And in another commemoration of the relocation, A.H
Rashid, the then chairman of
Industrial Promotion Buildings,
observed: “The Twin Towers sitting on top of the podium provide
a panoramic view of the city and
has a noise-free atmosphere. The
building has a comprehensive
fire fighting system, including
an automatic sprinkler system in
the car parking areas.
For some staff, the move was apocalyptic.
The new office disallowed smoking, so it
was tough for those used to puffing on
a cigarette while hitting the typewriter
keys at the Tom Mboya Street office
50 GOLDEN YEARS LIX
DAILY NATION
Thursday March 18, 2010
Giving back to the
community becomes
a way of life
After the success of the Aberdare project, the
company turned its attention to the Mau
H
aving grown from small
beginnings through
tough times to great
things, the Nation was keenly
aware of the debt to its early,
loyal core readership of ordinary
Kenyan Africans.
Thus, seeking to give back
something to the community,
the Nation Media Group adopted a policy of Corporate Social
Responsibility, one of whose
flagship projects was the SaveA-Life-Fund. Partnering with
East African Breweries and
Standard Chartered Bank, it
was launched in the 1990s. The
programme saved the lives of
thousands of people faced with
hunger. It was re-launched in
2008 to help victims of the postelection violence.
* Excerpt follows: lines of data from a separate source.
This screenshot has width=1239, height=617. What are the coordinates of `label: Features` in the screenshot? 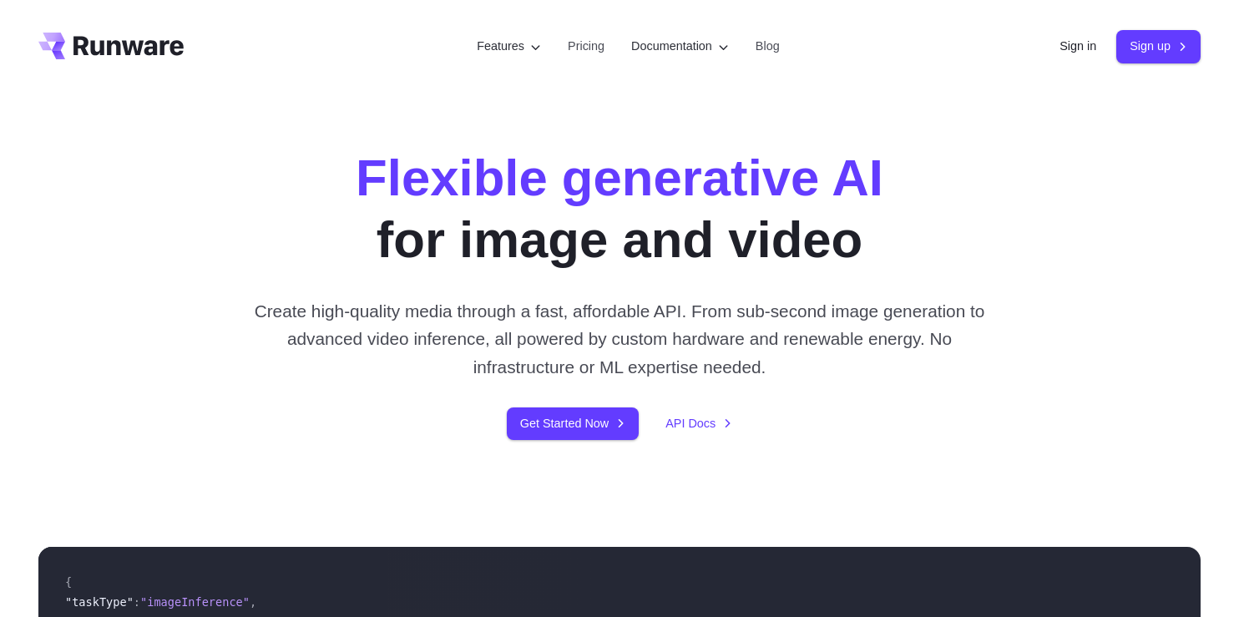 It's located at (508, 46).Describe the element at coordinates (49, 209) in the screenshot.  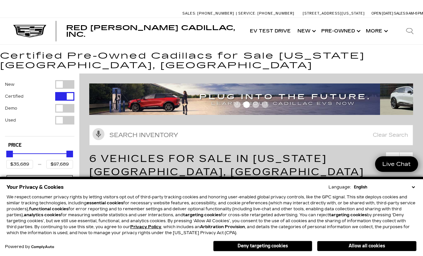
I see `strong: functional cookies` at that location. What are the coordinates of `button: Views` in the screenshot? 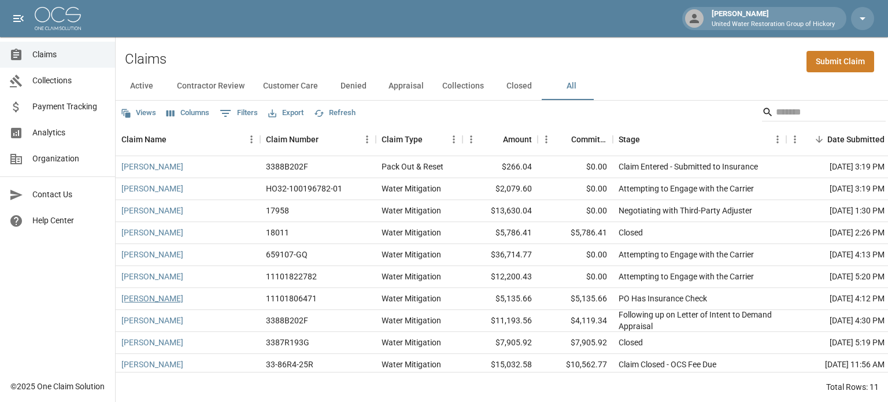 It's located at (138, 113).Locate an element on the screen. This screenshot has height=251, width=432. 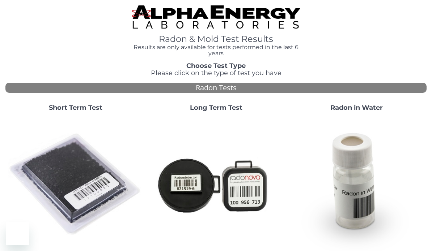
img: TightCrop.jpg is located at coordinates (216, 17).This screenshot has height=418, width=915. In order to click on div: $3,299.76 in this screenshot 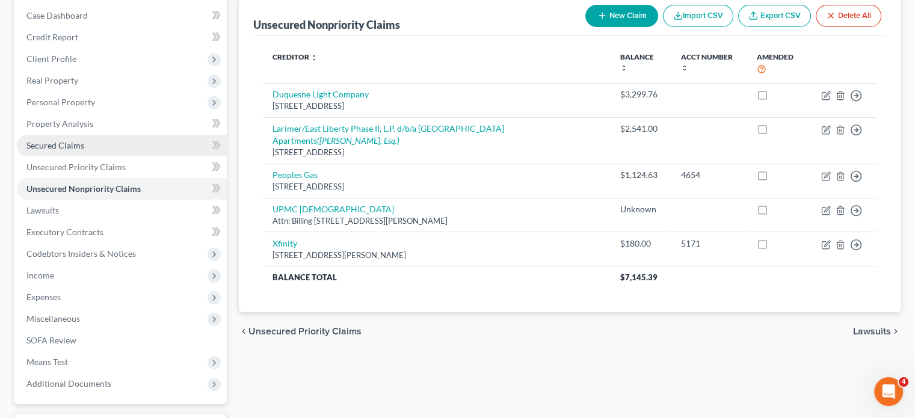, I will do `click(641, 94)`.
The company’s Corporate Social Responsibility policy goes
beyond feeding the hungry.
A keynote project was helping
to fence off the Aberdares mountain range, one of the country’s
five water towers, north of the
capital city.
The range is the water catchment for Sasumua and Ndakaini
dams, which provide most of the
water for Nairobi. Before NMG
came into the picture, joining
hands with the charity organisation Rhino Ark, the range
was rapidly losing its cover to
illegal settlers and loggers while
human-animal conflict was another problem.
The media group and Rhino
Ark, with the help of other companies and charitable organisations, funded a 400-km fence
around the 2,000-sq.km forest.
Mr Wilfred Kiboro, a member
of the Rhino Ark Board of Trustees and chairman of Nation
Media Group, said a fund had
been set up that will be managed by trustees from the Kenya
Wildlife Service, the Kenya Forest Services and Rhino Ark.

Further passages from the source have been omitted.